Las Vegas Sun

March 29, 2024

EDITORIAL:

Conspiracy theories have conditioned GOP to believe anything

New Hampshire state Rep. Ken Weyler was so convinced about the accuracy of a new report on the COVID-19 vaccine that the 79-year-old Republican felt compelled to circulate it among his colleagues recently.

Imagine his fellow legislators’ surprise in learning the findings of the report, including that the vaccine contains a “living organism with tentacles” and is causing the babies of vaccinated parents to be born “transhuman” with “pitch-black eyes.”

Amazing. And, of course, completely insane.

This report was as loony as your Fox News-obsessed uncle on a handful of MDMA. It was chock-full of insane and thoroughly debunked theories, complete with a side dish of unhinged ranting against the pope and the Roman Catholic Church for being “satanists” and “luciferians” for supporting public health measures.

The report was so cuckoo that it embarrassed even Republicans — New Hampshire’s GOP governor said Weyler should be removed from his position as the House’s top budget writer.

But it was really just another day for a party that has clearly decided there’s no such thing as a theory too implausible or patently untrue for its voters to buy — up to and including the Big Lie.

Let’s look at some of the GOP’s greatest hits in recent years:

• 5G technology has been inserted into the vaccine, which will allow the government to control the minds of people who have received their shots.

• 5G technology is being used to spread COVID-19.

• The vaccine makes people magnetic.

• (Fill in the blank) is an effective treatment for COVID-19. Options include bleach, horse dewormer, toothpaste and mouthwash containing colloidal silver, hydroxychloroquine, swallowing an ultraviolet light, and many more.
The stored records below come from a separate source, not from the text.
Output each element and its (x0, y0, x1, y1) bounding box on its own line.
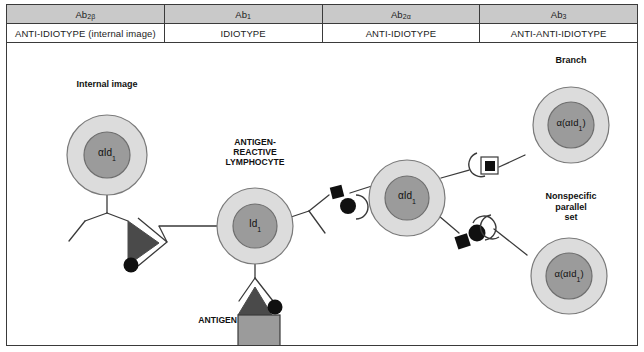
parallel-nucleus-tail: ) (580, 268, 583, 279)
ab1-paratope-arc-icon (356, 195, 368, 219)
ab2alpha-nucleus-label: αId1 (380, 190, 434, 203)
ab1-nucleus-text: Id (249, 218, 257, 229)
ab2beta-nucleus-sub: 1 (112, 155, 116, 162)
nps-line-2: parallel (519, 202, 623, 213)
receptor-arm-ab2beta-right (107, 213, 128, 221)
header-code-ab2beta-text: Ab (75, 9, 87, 20)
parallel-binding-group (454, 215, 499, 250)
stem-ab2alpha-lower (439, 216, 459, 233)
header-desc-ab2beta: ANTI-IDIOTYPE (internal image) (7, 24, 165, 42)
branch-nucleus-label: α(αId1) (538, 117, 604, 130)
antigen-epitope-triangle-icon (238, 287, 272, 315)
bond-to-parallel-cell (494, 229, 527, 255)
arl-line-1: ANTIGEN- (203, 137, 307, 147)
header-description-row: ANTI-IDIOTYPE (internal image) IDIOTYPE … (7, 24, 637, 43)
receptor-arm-ab1-lower (309, 211, 325, 233)
ab1-nucleus-sub: 1 (257, 226, 261, 233)
header-code-ab3-text: Ab (551, 9, 563, 20)
nonspecific-parallel-set-label: Nonspecific parallel set (519, 191, 623, 223)
header-code-ab1-text: Ab (235, 9, 247, 20)
diagram-frame: Ab2β Ab1 Ab2α Ab3 ANTI-IDIOTYPE (interna… (6, 4, 638, 346)
header-code-ab3: Ab3 (480, 5, 637, 23)
receptor-arm-ab1-upper (309, 195, 329, 211)
bond-to-branch-cell (499, 155, 525, 167)
nps-line-3: set (519, 212, 623, 223)
ab2beta-nucleus-label: αId1 (80, 147, 134, 160)
parallel-nucleus-label: α(αId1) (536, 268, 602, 281)
branch-nucleus-tail: ) (582, 117, 585, 128)
ab2beta-nucleus-text: αId (98, 147, 112, 158)
parallel-nucleus-sub: 1 (577, 276, 581, 283)
stem-ab2alpha-upper (441, 170, 469, 178)
header-desc-ab3: ANTI-ANTI-IDIOTYPE (480, 24, 637, 42)
ab1-right-epitope-group (330, 185, 368, 219)
header-code-ab2alpha-sub: 2α (403, 13, 411, 20)
header-code-ab1: Ab1 (165, 5, 323, 23)
ab2alpha-nucleus-text: αId (398, 190, 412, 201)
antigen-group (238, 287, 283, 345)
header-code-ab2alpha-text: Ab (391, 9, 403, 20)
antigen-reactive-lymphocyte-label: ANTIGEN- REACTIVE LYMPHOCYTE (203, 137, 307, 167)
header-code-ab2beta: Ab2β (7, 5, 165, 23)
antigen-label: ANTIGEN (175, 315, 237, 325)
header-desc-ab2alpha: ANTI-IDIOTYPE (323, 24, 481, 42)
antigen-body-icon (238, 315, 280, 345)
arl-line-3: LYMPHOCYTE (203, 157, 307, 167)
ab2alpha-nucleus-sub: 1 (412, 198, 416, 205)
receptor-arm-ab2beta-lower (69, 221, 85, 241)
branch-epitope-square-icon (485, 161, 495, 171)
header-code-ab3-sub: 3 (563, 13, 567, 20)
parallel-square-marker-icon (454, 233, 470, 249)
ab1-square-marker-icon (330, 185, 345, 200)
diagram-canvas: αId1 Id1 αId1 α(αId1) α(αId1) Internal i… (7, 43, 637, 345)
antigen-dot-icon (268, 300, 283, 315)
branch-label: Branch (531, 55, 611, 66)
internal-image-label: Internal image (57, 79, 157, 90)
header-code-ab2beta-sub: 2β (87, 13, 95, 20)
arl-line-2: REACTIVE (203, 147, 307, 157)
ab1-dot-marker-icon (340, 198, 356, 214)
ab1-nucleus-label: Id1 (232, 218, 278, 231)
header-code-ab1-sub: 1 (247, 13, 251, 20)
branch-nucleus-sub: 1 (579, 125, 583, 132)
branch-nucleus-text: α(αId (556, 117, 578, 128)
diagram-root: Ab2β Ab1 Ab2α Ab3 ANTI-IDIOTYPE (interna… (0, 0, 644, 352)
parallel-nucleus-text: α(αId (554, 268, 576, 279)
receptor-arm-ab2beta-upper (85, 213, 107, 221)
nps-line-1: Nonspecific (519, 191, 623, 202)
header-code-row: Ab2β Ab1 Ab2α Ab3 (7, 5, 637, 24)
header-code-ab2alpha: Ab2α (323, 5, 481, 23)
epitope-dot-icon (124, 258, 139, 273)
header-desc-ab1: IDIOTYPE (165, 24, 323, 42)
branch-binding-group (469, 153, 498, 177)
• The growing number of severe weather events isn’t a product of climate change but is occurring because the U.S. government is weaponizing the weather, including being able to create and steer tornadoes, generate torrential rainstorms and more.
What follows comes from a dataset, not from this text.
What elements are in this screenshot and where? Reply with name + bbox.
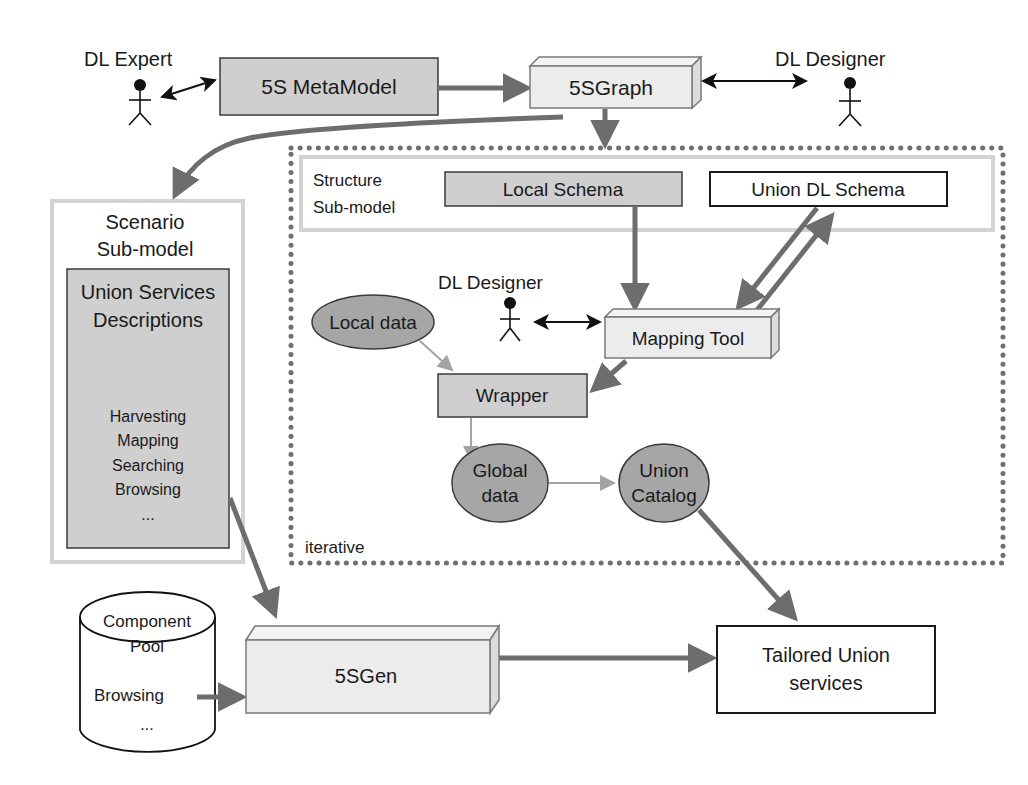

• The government is putting chemicals in the water that turn frogs gay. People too.

• (Fill in the blank) has created snow that burns instead of melting, and is blanketing parts of the country with it during the winter. Options include Bill Gates, the government, George Soros, the Illuminati, or some combination of all of these and more.

• Mass shootings are being carried out by individuals who have been brainwashed by the government as part of a plot to stir support for gun control and ultimately disarm Americans.
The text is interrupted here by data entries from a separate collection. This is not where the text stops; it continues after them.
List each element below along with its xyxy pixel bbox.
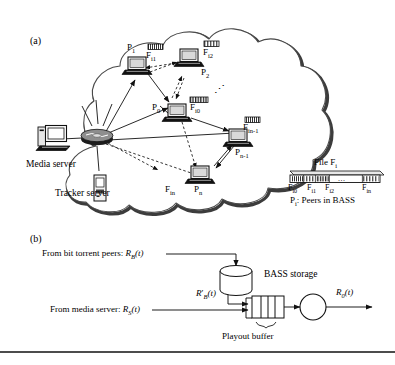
storage-out-arg: (t) (207, 288, 216, 298)
bittorrent-input-label: From bit torrent peers: RB(t) (42, 249, 143, 260)
chunk-label-p0-sub: i0 (195, 107, 200, 114)
file-seg-1-sub: i1 (311, 188, 316, 194)
chunk-bar-p2 (204, 41, 219, 47)
figure-container: (a) P1 Fi1 P2 Fi2 P0 Fi0 Fin-1 Pn-1 Fin … (0, 0, 395, 365)
tracker-server-label: Tracker server (55, 189, 110, 199)
bittorrent-input-arg: (t) (135, 248, 144, 258)
cylinder-database-icon (220, 266, 252, 296)
media-server-input-label: From media server: RS(t) (50, 305, 140, 316)
playout-buffer-shape (252, 296, 284, 328)
peer-label-pn1-sub: n-1 (240, 152, 249, 159)
chunk-label-pn: Fin (165, 185, 175, 196)
chunk-label-p2: Fi2 (203, 48, 213, 59)
peer-label-pn: Pn (194, 185, 202, 196)
peer-label-p2: P2 (201, 68, 209, 79)
bass-storage-label: BASS storage (264, 270, 318, 280)
chunk-label-pn1: Fin-1 (243, 123, 259, 134)
chunk-label-p1: Fi1 (146, 51, 156, 62)
file-seg-0-sub: i0 (292, 188, 297, 194)
file-legend-title: File Fi (314, 158, 337, 169)
chunk-label-p0: Fi0 (190, 103, 200, 114)
file-legend-title-text: File F (314, 157, 335, 167)
bittorrent-input-text: From bit torrent peers: (42, 248, 125, 258)
circle-node-icon (300, 294, 326, 320)
output-arg: (t) (345, 287, 354, 297)
desktop-computer-icon (36, 126, 70, 151)
media-input-text: From media server: (50, 304, 123, 314)
peer-label-p1: P1 (127, 43, 135, 54)
playout-buffer-label: Playout buffer (222, 332, 274, 341)
peer-label-pn-sub: n (199, 189, 202, 196)
file-bar-legend (290, 171, 384, 183)
peer-label-p2-sub: 2 (206, 72, 209, 79)
peers-note-suffix: : Peers in BASS (297, 195, 355, 205)
storage-output-label: R′B(t) (196, 289, 216, 300)
media-server-label: Media server (26, 160, 76, 170)
peer-label-p0-sub: 0 (157, 107, 160, 114)
file-seg-label-n: Fin (362, 184, 371, 194)
panel-b-label: (b) (30, 234, 42, 244)
chunk-label-pn-sub: in (170, 189, 175, 196)
panel-a-label: (a) (30, 36, 41, 46)
file-seg-n-sub: in (366, 188, 371, 194)
file-legend-title-sub: i (335, 162, 337, 169)
peers-in-bass-note: Pi: Peers in BASS (290, 196, 355, 207)
file-seg-label-1: Fi1 (307, 184, 316, 194)
network-hub-icon (81, 129, 113, 145)
output-rate-label: R0(t) (336, 288, 353, 299)
chunk-bar-p1 (148, 44, 163, 50)
peer-label-pn1: Pn-1 (235, 148, 249, 159)
file-seg-label-0: Fi0 (288, 184, 297, 194)
peer-label-p0: P0 (152, 103, 160, 114)
peers-ellipsis: ⋰ (214, 84, 226, 95)
file-seg-ellipsis: ... (338, 175, 346, 183)
chunk-label-p1-sub: i1 (151, 55, 156, 62)
chunk-label-pn1-sub: in-1 (248, 127, 258, 134)
chunk-label-p2-sub: i2 (208, 52, 213, 59)
file-seg-2-sub: i2 (329, 188, 334, 194)
media-input-arg: (t) (131, 304, 140, 314)
file-seg-label-2: Fi2 (325, 184, 334, 194)
peer-label-p1-sub: 1 (132, 47, 135, 54)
• Antifa was responsible for the Jan. 6 insurrection.

• COVID-19 is no worse than the flu.

• COVID-19 does not exist.

• The coronavirus was created by China as a biological weapon.

• The coronavirus was created by the United States as a biological weapon.

• The coronavirus was created by Anthony Fauci.

• The purpose of vaccine mandates for the U.S. military is to remove Christians, free thinkers, opponents of Joe Biden and men with high testosterone from the ranks.

These are just some of the theories that have been promoted by GOP leaders in politics, traditional media and social media.

We could go on. We haven’t even delved into Israeli-controlled space lasers, small towns that have been forced to submit to Sharia law, or anything involving pizza restaurants, cannabalist pedophiles, the Clintons, etc.

QAnon could eat up an entire issue of our publication itself.

After years of rolling out these theories one after another, like a conveyor belt of crazy, it’s no wonder that the Big Lie took hold among so many Republicans. The parade of theories worked like artillery barrages before an invasion, softening up the beaches so the fable of massive voter fraud could gain a strong foothold. The results can be seen in polls like a national survey conducted last month by CNN, showing that 59% of Republicans believed former President Donald Trump won the 2020 election.

He didn’t, of course. Any number of Republican witch hunts for massive voter fraud have come up empty, including a presidential task force that Trump assembled himself.

But amid the drumbeat of GOP conspiracy theories over the years, the Big Lie is really just part of a bigger story of the party manipulating a gullible and scared base of its supporters and twisting reality into a balloon animal.

This is today’s Republican Party. How much further will it go beyond claiming octopus-like creatures are swimming around in the vaccines? Time will tell, but you can bet it will find a way.